| Welcome to Global Village Space

Friday, November 15, 2024

US press urges India to release Kashmiri journalist

'All he did was his job,' National Press Club leaders say of journalist Aasif Sultan

The US National Press Club called on Indian authorities Monday to release a Kashmiri journalist who has been jailed for two-and-a-half years.

Aasif Sultan, a journalist with the monthly magazine Kashmir Narrator, was detained by Jammu and Kashmir Police in August 2018. He was charged the following February for allegedly harboring militants.

The National Press Club lambasted the charges as “unwarranted,” saying the only thing Sultan “had done was interview and write about” the militants.

Read more: Kashmiri diaspora decries India’s raids on civil groups

Ahead of his next scheduled court appearance on Feb. 26, club President Lisa Nicole Matthews, and National Press Club Journalism Institute President Angela Greiling Keane said the fact that he remains in prison “is simply wrong.”

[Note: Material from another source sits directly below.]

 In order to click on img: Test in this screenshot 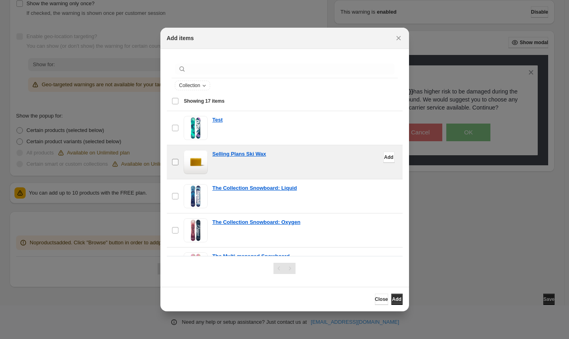, I will do `click(196, 128)`.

“All he did was his job,” the club leaders said in a statement. “On behalf of journalists everywhere, we say: it is past time for Prime Minister Narendra Modi to do what is necessary to allow Mr. Sultan to rejoin his family.”

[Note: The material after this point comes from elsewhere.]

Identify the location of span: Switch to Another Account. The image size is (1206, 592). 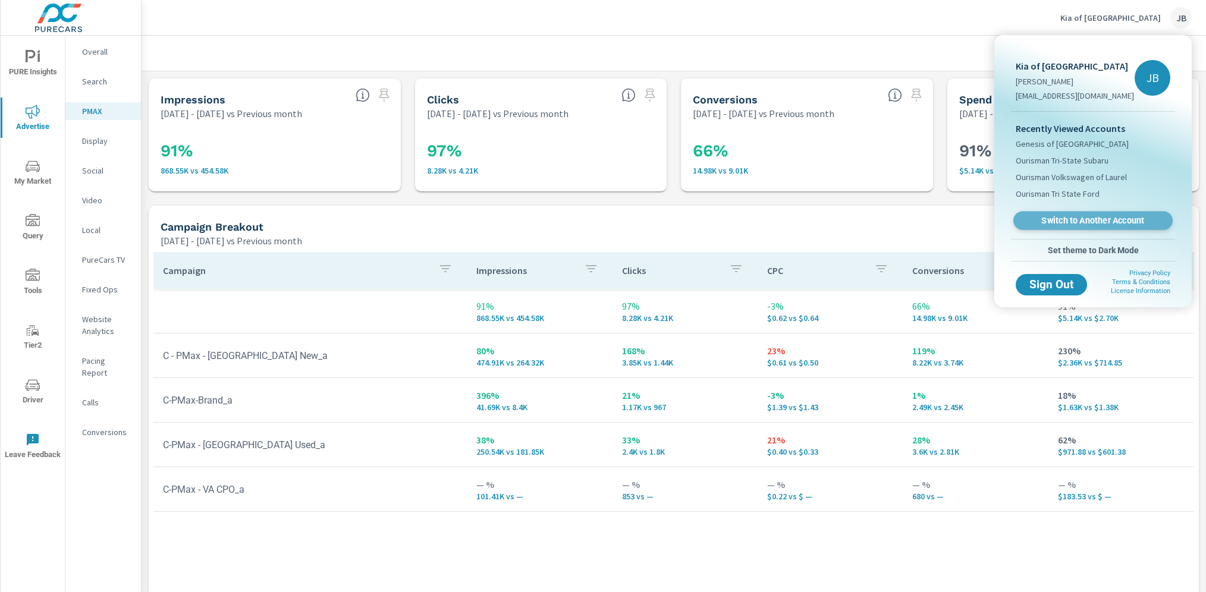
(1093, 221).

Sultan wrote a cover story for the Kashmir Narrator magazine in July 2018 detailing the rise of young militant commander Burhan Wani, who was killed by Indian forces in 2016.

Following his arrest, the Committee to Protect Journalists said Jammu and Kashmir Police have reportedly subjected Sultan to repeated interrogation during his detention, asking him to reveal his sources and “why he reported on the conflict in Kashmir.”

“Interviewing or having sources who are critical of the government is within the scope of a journalists’ job and does not implicate them in a crime. Reporting on an important and newsworthy story such as the conflict in Kashmir is a public service, not a criminal act,” the committee said in a 2019 letter.

Kashmir, a Muslim-majority Himalayan region, is held by India and Pakistan in parts and claimed by both in full. A small sliver of Kashmir is also held by China.

Read more: Op-ed: How India stifles dissent in the illegally-occupied Jammu and Kashmir State?

Since they were partitioned in 1947, India and Pakistan have fought three wars — in 1948, 1965 and 1971 — including two over Kashmir.